Having grown up hiking the streams and hills of California, I never thought of myself as some sunshine-deprived “city girl”. Surely not, as a card-carrying REI member! Never mind that survival gear shopped for include the thickest possible sleeping mats and Packtowl travel bathrobes – which happen to also double as essentials of the X-Ordinary Vagabond lifestyle. I considered myself well equipped for living in rustic wilderness, just roll me and my Tumi suitcase towards the rugged path of nature.
Little was I prepared, when suddenly whisked away from Beulah Lodge and my daily scrumptious English breakfasts (X-Ordinary Vagabond-in-style), to visit Rep’s next South Africa Venture location: Beloftebos, a Garden of Eden nestled within the rambling countryside of Stanford. Just a two hour journey along stunning coastline away from the bustling neighborhoods of Cape Town. After the half hour drive down gravelly country roads, the insubstantial of city life passes away and one encounters an evocative land so robust in its nature, the difference can be tasted.
To my chagrin, I discovered that urban dwelling with its efficient distribution of produced goods has deprived me of delectable delights that simply had never tasted so… real before. Upon arrival at our cottage, a lavishly furnished 4-bedroom house dressed in farmland shabby chic, we sat down to an unexpected gifting: A cream-topped carafe glistening chilled. “Freshly squeezed”, I came to one of those existential ponderings – Can one have truly lived life without ever having tasted real milk before?
With acres and acres of wheatfields, grazing cows and napping sheep as far as the eye can see, Beloftebos is a working farm that also shelters an exquisite fairytale woodland for weddings that only nature and imagination can conceive. Only after talking with the understated owners, Andries and Coias de Villiers does one uncover the loving hands and romance that created a venue that is now renown as one of the top wedding locations in South Africa.
Beloftebos, which means “Vows in the Forest,” was inspired long before Andries and Coia’s own matrimonial exchange beneath the ancient oak trees on the property. Originally planted 130 years ago by an ancestral uncle in remembrance of his farm-founder parents, Andries and Coia are but the newest addition to a long heritage of love and family that has cultivated this wilderness into pasturelands for five generations of de Villiers. Andries traces his faith heritage as far back as the French Huguenots, who, as refugees from religious persecution, arrived on South African soil to start a new life.
We took a drive through winding hills to search out individual cottage gems hiding at the end of rustic dirt paths. It was here I realized that a common misperception by those of us less bucolicly-oriented, is that simple farm life is a form of rudimentary suffering. Instead, in each cottage we visited, I found depth and meaning behind every handmade piece of furniture. From carefully crafted architecture of naturally exposed woodbeams to feather-fluffy duvets covering kid-dream attic loftbeds, the touches of comfort and simple luxuries of rich butter and country bread and anachronistic iron stoves made me second-guess every Pottery Barn purchase I’d ever made.
I cannot put it into words, the magic of Beloftebos. Perhaps the fellowship of farmers here, in their silent, serious ways attest to a distinct awareness and respect for something primally spiritual in the environment. Life is simply, more Real here. The raw beauty of the lands, the friendly warmth of a tottering red calf sucking on your fingers, the disturbingly layered aromas of fragrant fresh butter, the husky branches of heather gathered in bouquets still shimmering with morning dew – Beloftebos evokes in your heart a deep communion with land, love and covenant. One understands instinctually, that the sacred Presence of God rests here and blesses Beloftebos, the forest where eternal vows are made.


> _Problem details_
Each entry should be given again exactly, with any image left out.

> _Source material_
*** Begin section ***

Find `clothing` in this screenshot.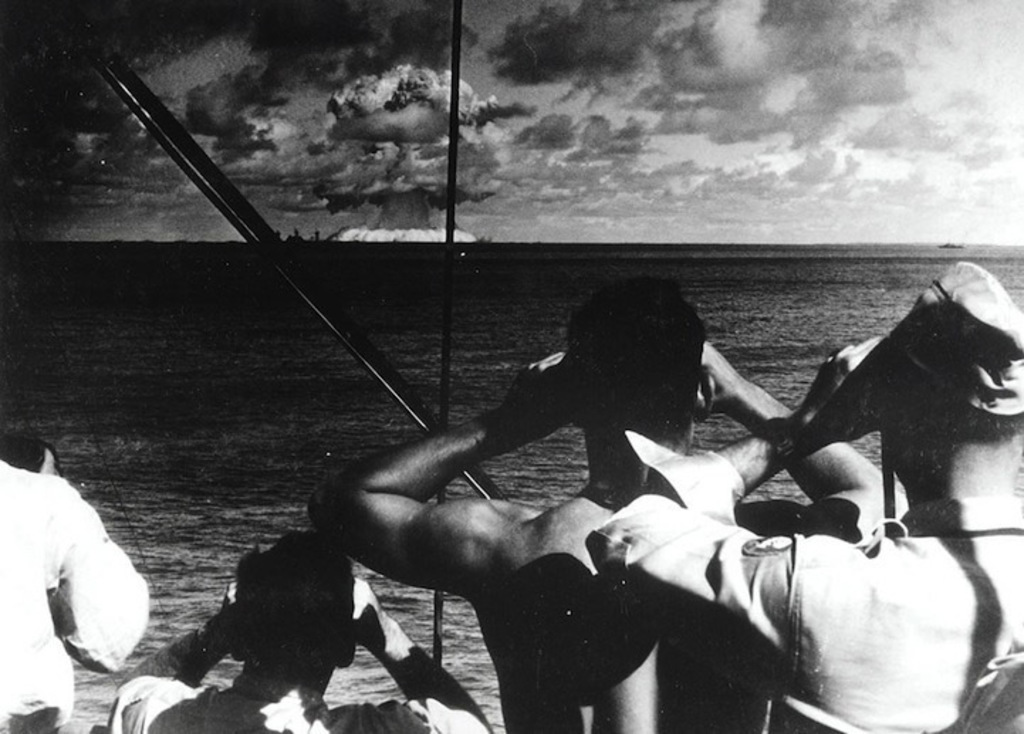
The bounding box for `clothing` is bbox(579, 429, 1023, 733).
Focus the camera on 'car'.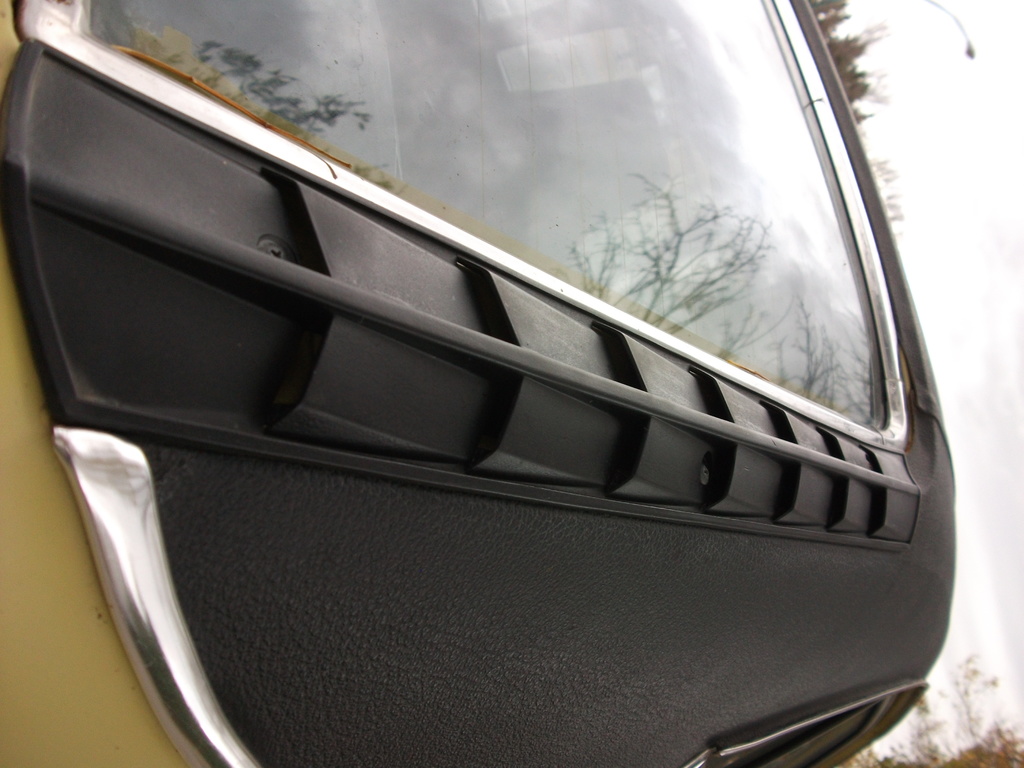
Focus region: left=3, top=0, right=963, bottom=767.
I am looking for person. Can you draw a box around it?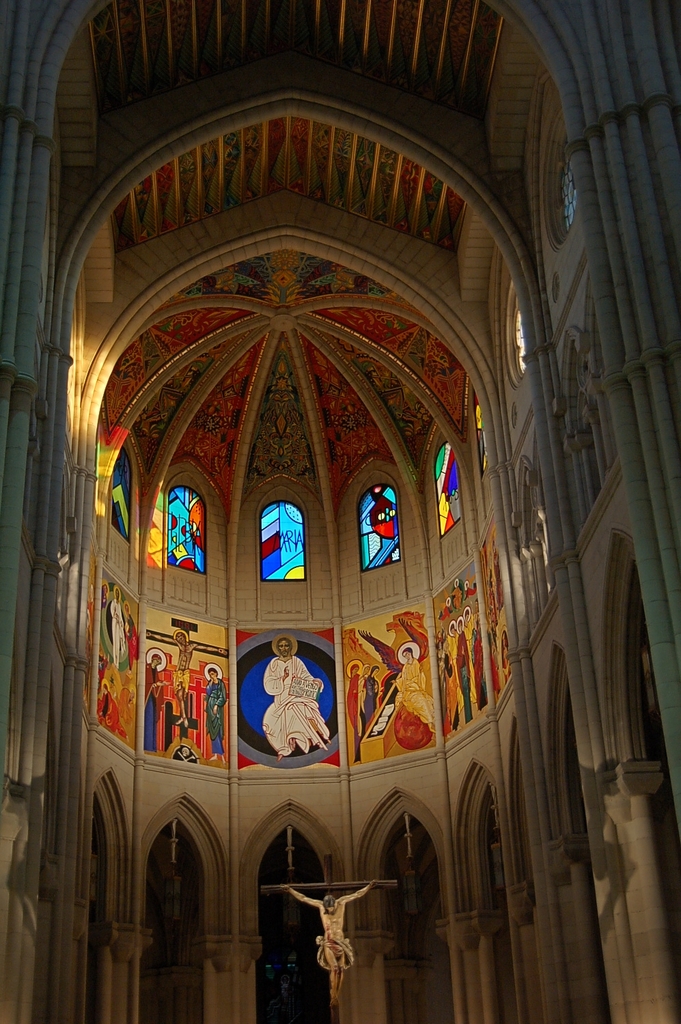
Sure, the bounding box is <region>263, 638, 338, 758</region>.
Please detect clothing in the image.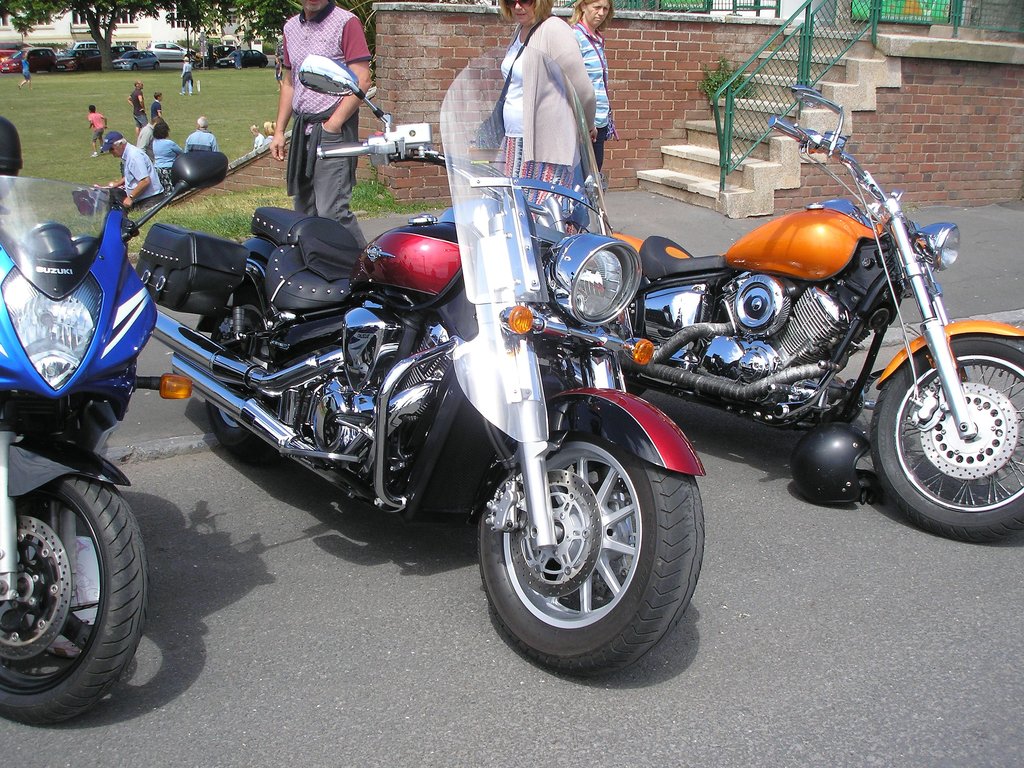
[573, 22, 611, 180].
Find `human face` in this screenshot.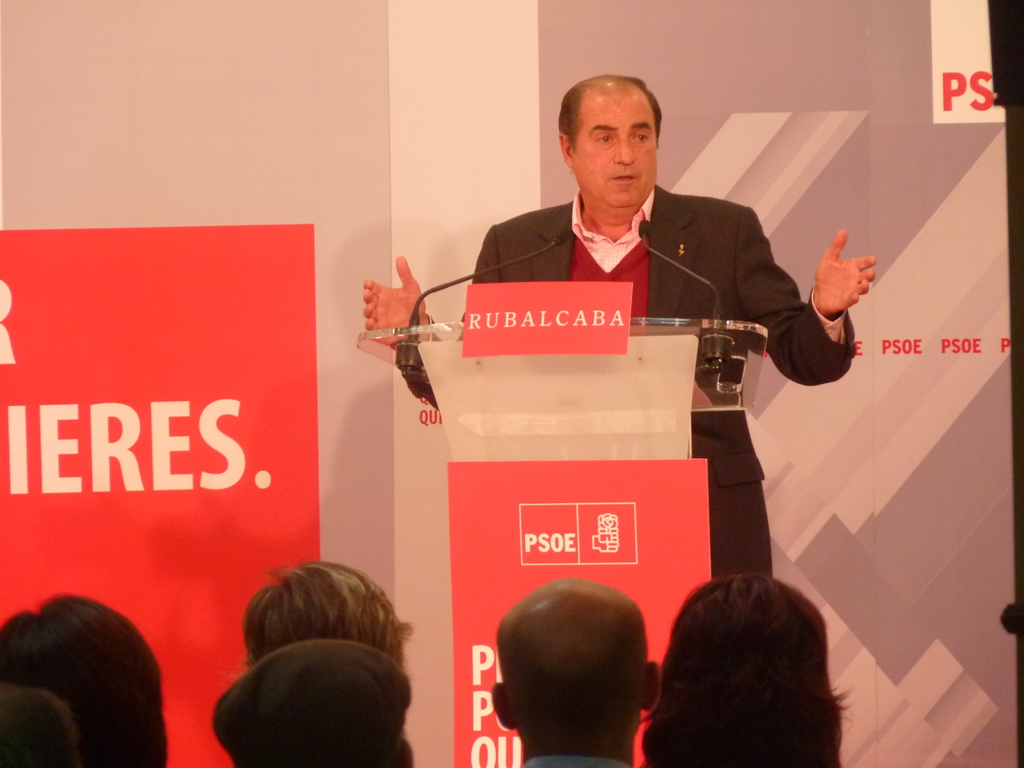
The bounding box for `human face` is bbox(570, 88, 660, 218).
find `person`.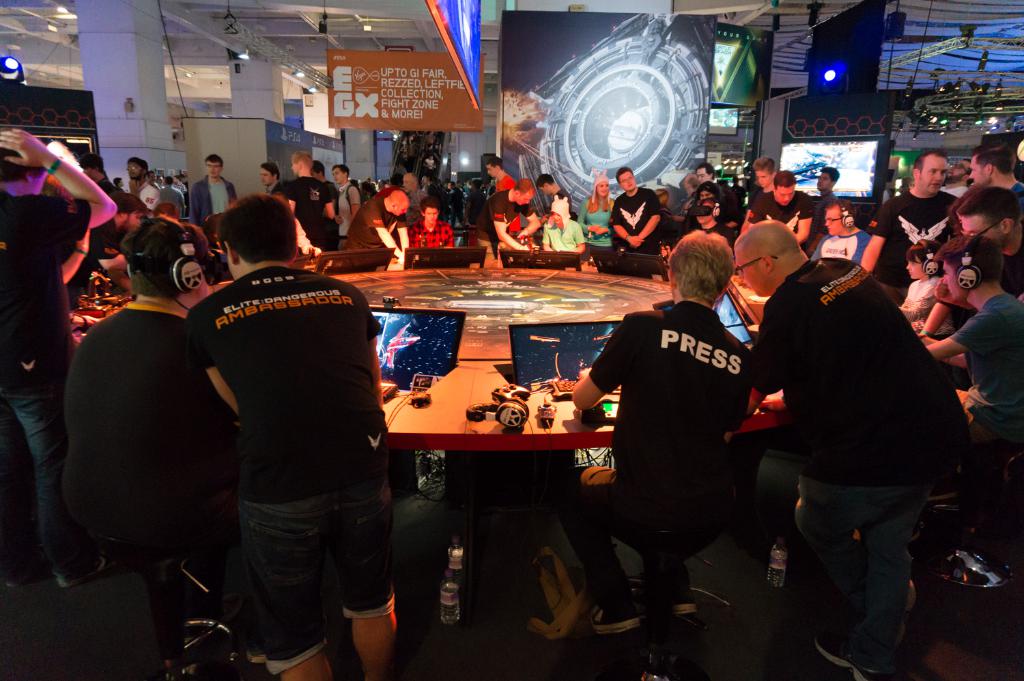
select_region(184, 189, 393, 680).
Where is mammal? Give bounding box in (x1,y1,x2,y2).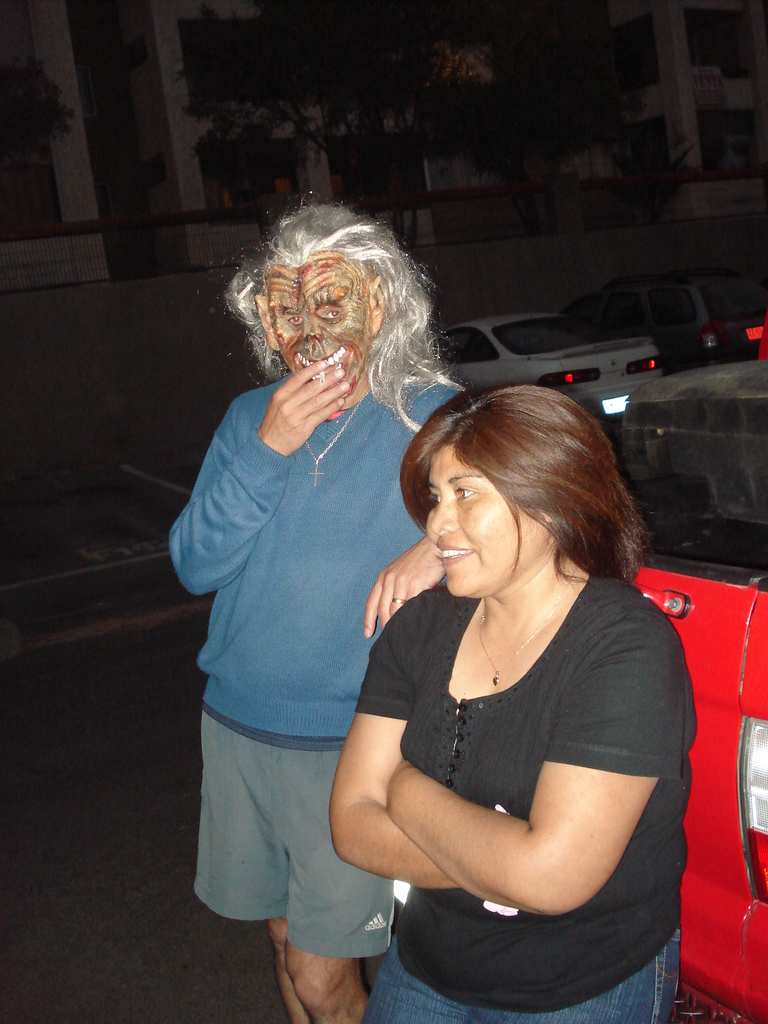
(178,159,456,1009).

*** End section ***

> _Output for this exercise_
Find `clothing` in this screenshot.
The bounding box for `clothing` is bbox(579, 429, 1023, 733).
Focus the camera on 'car'.
Focus region: left=3, top=0, right=963, bottom=767.
I am looking for person. Can you draw a box around it?
Sure, the bounding box is <region>263, 638, 338, 758</region>.
Please detect clothing in the image.
[573, 22, 611, 180].
Find `human face` in this screenshot.
The bounding box for `human face` is bbox(570, 88, 660, 218).
find `person`.
select_region(184, 189, 393, 680).
Where is mammal? Give bounding box in (x1,y1,x2,y2).
(178,159,456,1009).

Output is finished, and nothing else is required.